Tuesday, October 1, 2013

Another government shutdown

Well, now we have it – another government shutdown. Pundits think the Republicans will be blamed by the voting public, and perhaps they will. But in fact Democrats are just as responsible as Republicans for the impasse we have reached.

Michael Barone has an article today in RealClearPolitics, If Only Obamacare Had Been Passed With Careful Deliberation, that compares ObamaCare with passage of the Civil Rights Act, another piece of legislation that was highly controversial, but as he points out, was passed by a bipartisan majority, unlike ObamaCare.

As he says:
Obamacare has been a different story. Universal health care was promised, not to address a high-profile headline crisis, but because President Obama's twenty-something speechwriter wanted an applause line for a campaign speech.

The poorly drafted bill was passed almost entirely on party lines by exceedingly narrow margins -- and in the face of majority negative public opinion.

So it's not surprising that opponents won't accept its legitimacy or permanence. History tells us what that takes. 

All political acts exact a price. The price that the Democrats are paying for the hubris of assuming  Obama’s election  gave them  a mandate to pass major controversial legislation without any bipartisan support at all is the dogged  Republican resistance they now face.  That has been a heavy price – it has stymied most of President Obama’s legislative initiatives.

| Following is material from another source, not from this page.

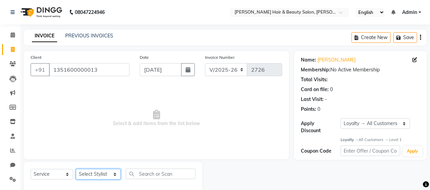 The width and height of the screenshot is (430, 190). What do you see at coordinates (40, 70) in the screenshot?
I see `button: +91` at bounding box center [40, 70].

The bitter partisan warfare in Congress these days isn’t all due to that single act of hubris and hardball politics, but it certainly did exacerbate it.  What liberals have to come to terms with is that the nation is almost evenly divided these days between conservatives and liberals, so neither side has a clear mandate to push ideological policies favored by their extreme ends. The Republicans learned that (maybe) the hard way in the last administration.  The Democrats are learning it the hard way (we hope) in this administration.

Recommended: US and Iranian Realities

George Friedman at STRATFOR has another insightful piece today: U.S. and Iranian Realities.  It is well worth reading.